Following the success of his solo recordings, Paolo Zanzu returns at the head of his ensemble Le Stagioni with ‘Officina Romana’, featuring the countertenor Carlo Vistoli. In the early eighteenth century, Rome was one of the great music capitals of Europe. In the space of a few years, Corelli, Handel, Alessandro and Domenico Scarlatti, Caldara, Cesarini and many others crossed paths there, surrounded by painters, sculptors, poets and philosophers who were among the great names of the age. The fruit of long reflection and research, ‘Officina Romana’ crystallises this unique moment in the history of music by recreating an idealised musical evening, a conversazione, a sort of liberal meeting of lofty minds in the palace of a Roman cardinal, with a programme mingling vocal and instrumental music in both orchestral and chamber formation.
In recent years not only music festivals but also important opera theatres have turned their attention towards the neglected masterpieces of the lyrical repertoire. Thus also Venice’s Teatro La Fenice, in a commendable effort, staged this Pia de’ Tolomei by Donizetti, with some of the best singers available today for this type of repertoire. Initial response to this opera, which was performed for the first time in 1837, was ambiguous, so much so that Donizetti re-worked it as many as three times. The version here recorded is that of the critical edition recently published by Ricordi, with the tragic finale originally conceived by the composer. The listener will undoubtedly wonder, once more, at Donizetti’s wealth of melodic inspiration, especially when it comes to the character of Pia, wonderfully interpreted, here, by Patrizia Ciofi.
The present release synthesizes some stages characterizing the composition path of Pier Paolo Scattolin: from a cappella vocality to instrumentalism with stylistic dynamics sometimes distant but all having in common the research on sound, from the linguistic phoneme to the eclectic and sometimes experimental use of instrumental emission. The path winds through almost forty years of continuous investigation and dissection of both choral and instrumental sound, the latter of a chamber/soloistic character and in some cases concerted and intersected with the voice. In the a cappella choral repertoire a varied anthology collects poetic and literary texts by Dante Alighieri, Giuseppe Ungaretti, Alda Merini, Umberto Saba, Emily Dickinson, Alessandro Striggio, Agnolo Poliziano, Alceo, Saffo, Ipponatte, Enzo Iacchetti, Agnese Troilo and the composer himself.

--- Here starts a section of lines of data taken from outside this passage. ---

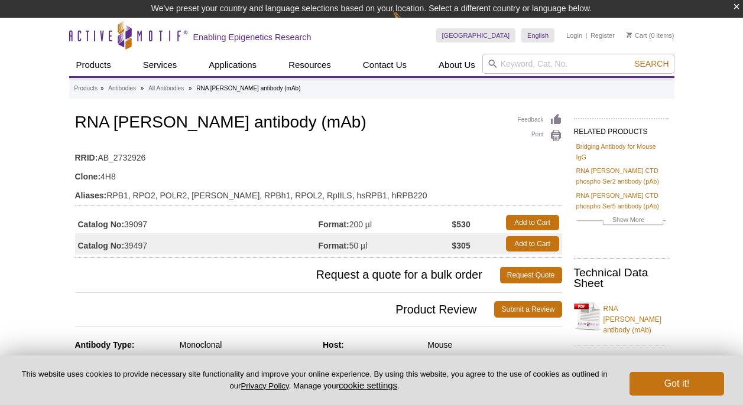 Image resolution: width=743 pixels, height=405 pixels. Describe the element at coordinates (494, 345) in the screenshot. I see `div: Mouse` at that location.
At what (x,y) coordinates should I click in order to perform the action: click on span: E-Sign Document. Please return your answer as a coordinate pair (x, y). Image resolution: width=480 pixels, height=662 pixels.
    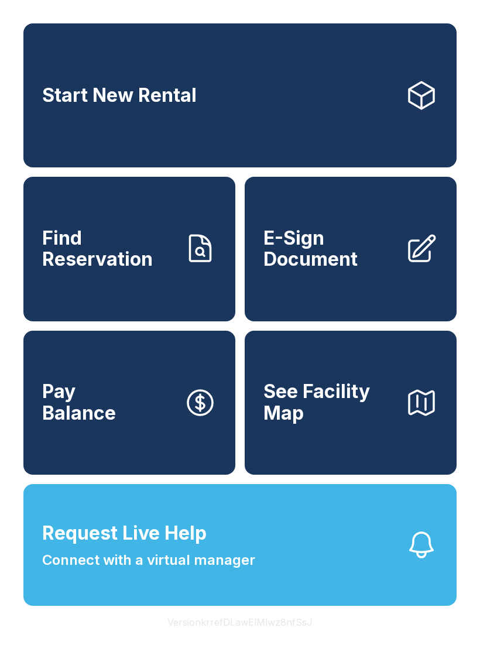
    Looking at the image, I should click on (330, 249).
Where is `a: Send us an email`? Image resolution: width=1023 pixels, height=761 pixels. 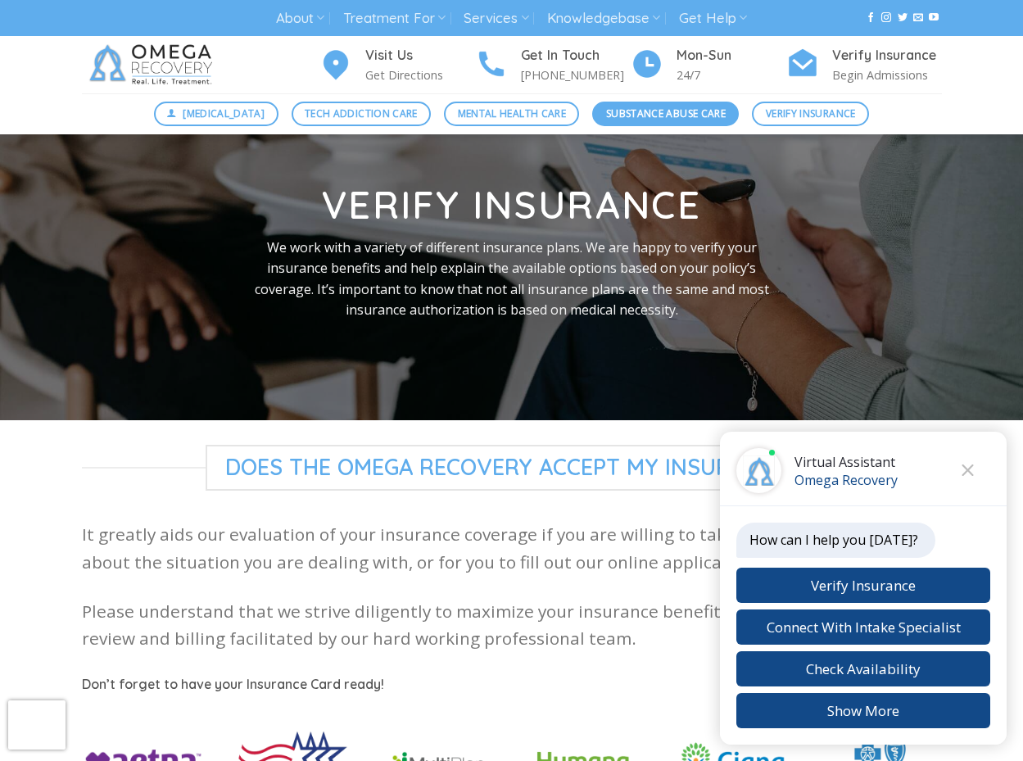
a: Send us an email is located at coordinates (918, 18).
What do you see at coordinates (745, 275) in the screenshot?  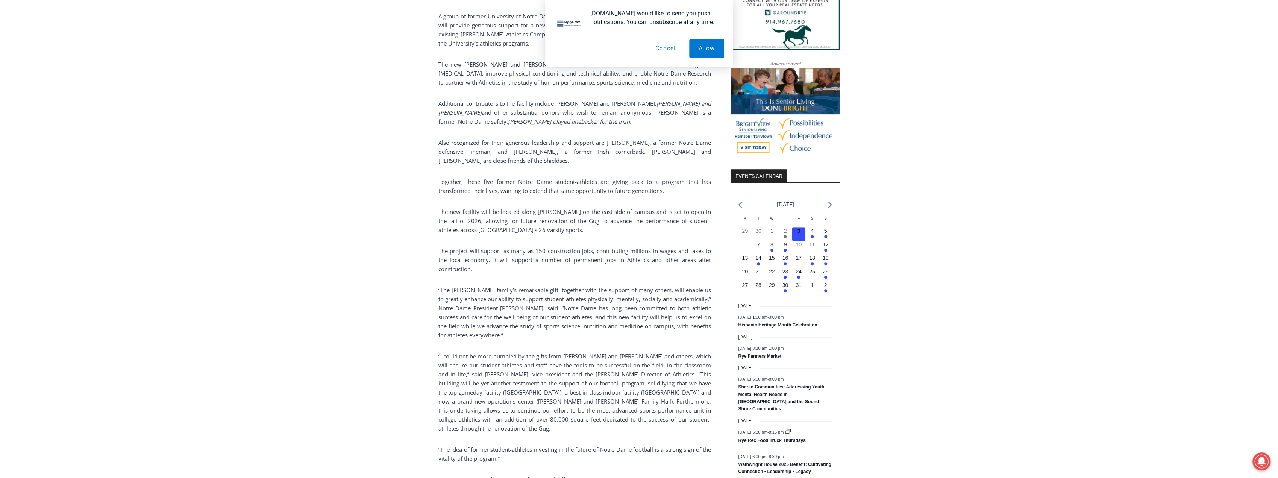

Virtuosity of those two musicians is incredible to discover. They hitting heavy on beautiful standard "Dear Old Stockholm" with grace and gentleness but having guts to alternate harmony in dignified, balanced way. Uri Caine, as it is my second encounter with his artistry (I've only tried "ThePhiladelphiaExperiment"), astonished me with marvelous and complex technique of phrasing with left hand. The illusion (well…) of whole rhytmic section conveyed in his playing cannot be denied - couple of times I really forgot that there're only piano and trumpet. And this is the most tasteful of this album, how he can focus listeners' attention on his play with this wonderful rhythmic, but also so melodic (and bluesy…) approach.